Why do people share photographs?
Initially I would note the distinction between the acts of “taking” and “sharing” a photograph, observing how mobile phones blur two previously discrete actions into a singular gesture. In this context, to “share” a photograph is to offer an ironic proof of life. We intend to convey something like “I am here,” yet the receiver’s impression is usually (though certainly not always), “[that person] was there.” While one may discern a wide range of surface-level objectives in the sender’s action (to demonstrate success, to evoke envy, or, borrowing from Susan Sontag, to affirm labor), I imagine the deeper goal is to strengthen tenuous strands of connection.
Is the experience of sharing photographs different between print, email, and social media?
Let us begin with the notion that our photographs are increasingly ephemeral. Snapchat, for an obvious example, is designed to share a purposefully transient experience. Ten seconds: the image is present; then it is gone. So I would begin with the proposition that the sort of permanence one would seek in a yearbook or photo album – the sort of totem one might rescue from a fire – becomes abandoned for the pleasure of immediacy. Consider Facebook's Timeline feature. While a few folks have dutifully scanned old photographs from birth until their first post, most users ignore that feature. Maybe they hope that Facebook will do it for them, using databases and intelligent agents to populate the otherwise empty years of their lives. In this case we become less confident in our ability to say (as did Peter Gabriel), “This is the picture.” Our lives become streams.

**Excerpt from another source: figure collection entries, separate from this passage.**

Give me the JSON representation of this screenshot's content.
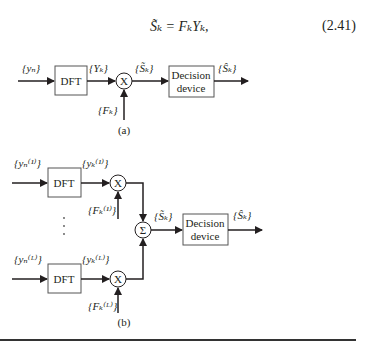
{
  "equation": {
    "text": "S̃ₖ = FₖYₖ,",
    "number": "(2.41)"
  },
  "diagram_a": {
    "input_label": "{yₙ}",
    "dft_label": "DFT",
    "dft_output_label": "{Yₖ}",
    "multiplier_symbol": "X",
    "weight_label": "{Fₖ}",
    "combined_label": "{S̃ₖ}",
    "decision_label_line1": "Decision",
    "decision_label_line2": "device",
    "output_label": "{Ŝₖ}",
    "caption": "(a)"
  },
  "diagram_b": {
    "branch1": {
      "input_label": "{yₙ⁽¹⁾}",
      "dft_label": "DFT",
      "dft_output_label": "{yₖ⁽¹⁾}",
      "multiplier_symbol": "X",
      "weight_label": "{Fₖ⁽¹⁾}"
    },
    "ellipsis": "⋮",
    "branchL": {
      "input_label": "{yₙ⁽ᴸ⁾}",
      "dft_label": "DFT",
      "dft_output_label": "{yₖ⁽ᴸ⁾}",
      "multiplier_symbol": "X",
      "weight_label": "{Fₖ⁽ᴸ⁾}"
    },
    "sum_symbol": "Σ",
    "combined_label": "{S̃ₖ}",
    "decision_label_line1": "Decision",
    "decision_label_line2": "device",
    "output_label": "{Ŝₖ}",
    "caption": "(b)"
  }
}
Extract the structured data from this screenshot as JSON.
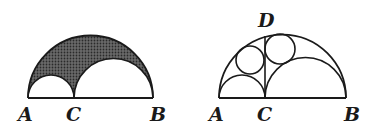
{
  "figures": [
    {
      "id": "left",
      "description": "Semicircle on AB with two inner semicircles on AC and CB; region between them shaded",
      "labels": {
        "A": "A",
        "C": "C",
        "B": "B"
      },
      "shaded_region": "between big semicircle and two small semicircles"
    },
    {
      "id": "right",
      "description": "Semicircle on AB with inner semicircles on AC and CB, perpendicular CD, and two inscribed circles",
      "labels": {
        "A": "A",
        "C": "C",
        "B": "B",
        "D": "D"
      }
    }
  ],
  "colors": {
    "stroke": "#1a1a1a",
    "shade": "#3a3a3a",
    "background": "#ffffff"
  }
}
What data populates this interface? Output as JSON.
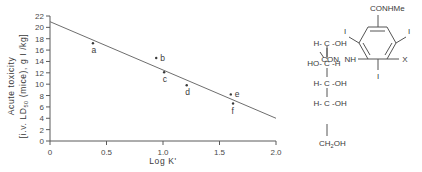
{
  "figure": {
    "chart_data": {
      "type": "scatter",
      "title": "",
      "xlabel": "Log K'",
      "ylabel_line1": "Acute toxicity",
      "ylabel_line2_pre": "[i.v. LD",
      "ylabel_line2_sub": "50",
      "ylabel_line2_post": " (mice), g I /kg]",
      "xlim": [
        0,
        2.0
      ],
      "ylim": [
        0,
        22
      ],
      "xticks": [
        0,
        0.5,
        1.0,
        1.5,
        2.0
      ],
      "xtick_labels": [
        "0",
        "0.5",
        "1.0",
        "1.5",
        "2.0"
      ],
      "yticks": [
        0,
        2,
        4,
        6,
        8,
        10,
        12,
        14,
        16,
        18,
        20,
        22
      ],
      "ytick_labels": [
        "0",
        "2",
        "4",
        "6",
        "8",
        "10",
        "12",
        "14",
        "16",
        "18",
        "20",
        "22"
      ],
      "grid": false,
      "legend": "none",
      "points": [
        {
          "label": "a",
          "x": 0.38,
          "y": 17.2
        },
        {
          "label": "b",
          "x": 0.94,
          "y": 14.6
        },
        {
          "label": "c",
          "x": 1.01,
          "y": 12.1
        },
        {
          "label": "d",
          "x": 1.21,
          "y": 9.8
        },
        {
          "label": "e",
          "x": 1.6,
          "y": 8.2
        },
        {
          "label": "f",
          "x": 1.62,
          "y": 6.6
        }
      ],
      "fit_line": {
        "x_start": 0.0,
        "y_start": 21.0,
        "x_end": 2.0,
        "y_end": 4.0
      },
      "point_marker_color": "#3a3a3a",
      "line_color": "#6e6e6e",
      "axis_color": "#5a5a5a"
    },
    "structure": {
      "name": "iodinated-contrast-agent-structure",
      "ring_substituents": {
        "top_right_amide": "CONHMe",
        "iodine_left": "I",
        "iodine_right": "I",
        "iodine_bottom": "I",
        "variable_group": "X",
        "ring_nh": "NH",
        "side_carbonyl": "CON"
      },
      "chain": [
        {
          "left": "H-",
          "center": "C",
          "right": "-OH"
        },
        {
          "left": "HO-",
          "center": "C",
          "right": "-H"
        },
        {
          "left": "H-",
          "center": "C",
          "right": "-OH"
        },
        {
          "left": "H-",
          "center": "C",
          "right": "-OH"
        }
      ],
      "terminal_pre": "CH",
      "terminal_sub": "2",
      "terminal_post": "OH"
    }
  }
}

Do you think social media comments change how we view photographs?
Social media promises an obvious addition of expanded feedback opportunities, the hopes that otherwise esoteric photographic hobbies (I specialize in architectural ruins, neon signs, and street art) will find audiences, maybe even friends and collaborators. In this way social media’s various iterations of the “like” feature surely impacts our expectations of photography. I also imagine that the artifact will mutate, such that an image becomes one point in an expanding constellation of comments and other images. In this process of unlimited semiosis, we become less concerned with the “authorship” of a unique image and more focused on an image’s utility as a meme. Maybe that’s why the internet is made of cats.